[Stored entries]
============================================================

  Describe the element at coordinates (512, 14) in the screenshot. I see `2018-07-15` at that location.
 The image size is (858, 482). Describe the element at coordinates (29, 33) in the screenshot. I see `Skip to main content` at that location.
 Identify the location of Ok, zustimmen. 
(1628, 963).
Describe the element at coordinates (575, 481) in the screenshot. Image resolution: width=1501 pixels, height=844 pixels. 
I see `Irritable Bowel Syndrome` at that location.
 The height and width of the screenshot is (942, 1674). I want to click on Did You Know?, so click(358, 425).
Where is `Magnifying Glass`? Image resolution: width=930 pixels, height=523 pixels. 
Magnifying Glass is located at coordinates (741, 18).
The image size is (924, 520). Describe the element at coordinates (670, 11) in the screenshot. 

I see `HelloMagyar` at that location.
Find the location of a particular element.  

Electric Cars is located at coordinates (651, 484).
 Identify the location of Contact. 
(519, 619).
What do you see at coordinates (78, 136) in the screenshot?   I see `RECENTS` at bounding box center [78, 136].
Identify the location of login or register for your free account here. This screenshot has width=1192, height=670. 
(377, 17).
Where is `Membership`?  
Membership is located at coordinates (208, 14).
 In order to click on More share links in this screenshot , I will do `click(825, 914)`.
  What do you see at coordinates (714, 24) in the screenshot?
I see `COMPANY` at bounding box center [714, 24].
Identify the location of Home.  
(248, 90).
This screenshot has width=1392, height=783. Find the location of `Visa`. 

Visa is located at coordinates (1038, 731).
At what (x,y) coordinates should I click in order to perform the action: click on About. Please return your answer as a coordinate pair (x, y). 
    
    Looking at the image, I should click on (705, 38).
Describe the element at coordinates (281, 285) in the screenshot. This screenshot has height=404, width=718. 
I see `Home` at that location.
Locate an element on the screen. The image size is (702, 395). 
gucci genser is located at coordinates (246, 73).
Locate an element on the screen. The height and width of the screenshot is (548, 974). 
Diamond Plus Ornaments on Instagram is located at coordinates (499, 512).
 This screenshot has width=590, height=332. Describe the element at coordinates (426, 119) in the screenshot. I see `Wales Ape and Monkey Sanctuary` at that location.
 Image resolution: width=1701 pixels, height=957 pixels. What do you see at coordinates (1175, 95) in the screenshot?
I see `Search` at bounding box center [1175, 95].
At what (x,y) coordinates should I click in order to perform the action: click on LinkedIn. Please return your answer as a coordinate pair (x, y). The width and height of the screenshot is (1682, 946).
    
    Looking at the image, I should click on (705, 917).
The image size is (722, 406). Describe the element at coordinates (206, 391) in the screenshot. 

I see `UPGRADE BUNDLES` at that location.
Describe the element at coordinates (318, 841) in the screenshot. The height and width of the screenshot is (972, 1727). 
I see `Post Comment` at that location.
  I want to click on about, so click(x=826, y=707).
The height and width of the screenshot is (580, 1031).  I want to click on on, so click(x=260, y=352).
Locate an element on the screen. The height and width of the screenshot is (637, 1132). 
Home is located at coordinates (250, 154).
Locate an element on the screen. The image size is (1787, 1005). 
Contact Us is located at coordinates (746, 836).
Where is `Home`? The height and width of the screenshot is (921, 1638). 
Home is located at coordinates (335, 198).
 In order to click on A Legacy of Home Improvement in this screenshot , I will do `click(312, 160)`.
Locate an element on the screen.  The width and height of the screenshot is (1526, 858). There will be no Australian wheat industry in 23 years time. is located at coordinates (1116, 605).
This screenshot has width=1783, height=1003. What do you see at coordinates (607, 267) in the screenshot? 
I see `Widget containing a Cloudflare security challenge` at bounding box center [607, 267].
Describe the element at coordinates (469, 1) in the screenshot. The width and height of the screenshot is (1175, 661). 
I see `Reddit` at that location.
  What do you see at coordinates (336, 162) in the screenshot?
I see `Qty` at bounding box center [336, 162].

============================================================

**Assignment:** Nothing from before the line containing "The height and width of the screenshot is (580, 1031)." should appear; copy that line and each one after it through the last line of the entries, exactly.

**Completed exercise:**
The height and width of the screenshot is (580, 1031).  I want to click on on, so click(x=260, y=352).
Locate an element on the screen. The height and width of the screenshot is (637, 1132). 
Home is located at coordinates (250, 154).
Locate an element on the screen. The image size is (1787, 1005). 
Contact Us is located at coordinates (746, 836).
Where is `Home`? The height and width of the screenshot is (921, 1638). 
Home is located at coordinates (335, 198).
 In order to click on A Legacy of Home Improvement in this screenshot , I will do `click(312, 160)`.
Locate an element on the screen.  The width and height of the screenshot is (1526, 858). There will be no Australian wheat industry in 23 years time. is located at coordinates (1116, 605).
This screenshot has width=1783, height=1003. What do you see at coordinates (607, 267) in the screenshot? 
I see `Widget containing a Cloudflare security challenge` at bounding box center [607, 267].
Describe the element at coordinates (469, 1) in the screenshot. The width and height of the screenshot is (1175, 661). 
I see `Reddit` at that location.
  What do you see at coordinates (336, 162) in the screenshot?
I see `Qty` at bounding box center [336, 162].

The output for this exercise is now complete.